It is a classic children’s game where you skip stones across water bodies. However, the understanding of this phenomenon has helped to win wars. Back in the 18th century, Admiral Lord Nelson discovered that by having the cannonballs skip off the waves, he could enhance their impact and increase the range. Moving on, during World War II, Barnes Wallis made use of the principle for the creation of Bouncing Bomb that was used as a secret weapon during the destruction of important dams in Nazi Germany’s Ruhr Valley (Dambuster Raid, 1943). A team of researchers at Utah State University’s College of Engineering is working to gain a better understanding of the physics of this phenomenon. The research has quite a few applications ranging from naval and ocean engineering to maritime.
It might look simple enough. However, it is quite an intricate process that involves various factors such as the shape, size, material, friction, hydrodynamics, surface texture, spin, and aerodynamics. Changing any one of these factors can cause a drastic change in the effect caused by the other factor. Tadd Truscott, Assistant Professor of Mechanical Engineering at USU’s Splash Lab, collaborated with folks at Naval Undersea Warfare Center in Newport, Rhode Island, and Brown University. The combined intellect observed a vital factor in this equation of skipping; elasticity, the deformation of an object when it hits the water.
Truscott, along with his team, skipped spheres that were created using a variety of materials in a tank while recording the process using high-speed cameras. The findings concluded that the elastic spheres flattened into an ideal disc-like shape (kind of stone you used to find on a beach when you were eight). As per USU, the pressure of striking the water imparts a huge lifting force on the elastic spheres. This force is more in elastic stones than the inelastic ones. This happens because the elastic spheres can adapt.

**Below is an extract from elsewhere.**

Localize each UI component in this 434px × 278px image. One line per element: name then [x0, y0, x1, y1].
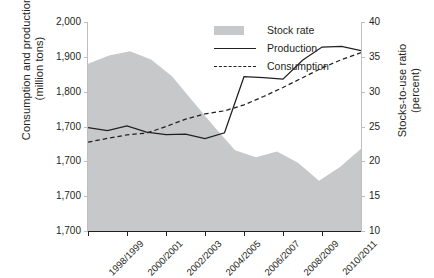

This information is quite helpful to predict how many skips will take place in any given instance.
The research team believes that there is a myriad of applications and potential for their research like designing weapons similar to Bouncing Bomb, understanding of how certain animals are capable of running on water, improved inflatable boats, the ability to improve elastic objects for enhanced performance, and improved soft-hull vessels. The research was published in Nature Communications.
Truscott said,
“The study also provides insight into methods for modeling objects that interact with the water surface and have elastic responses to the surface like rubber boats, tubes, wakeboards, and waterskis. The elasticity of each of these objects affects the manner in which they interact with the water surface which, as we have shown, can differ dramatically from rigid objects.”
One should never underestimate the physics behind the conventional phenomenon of nature!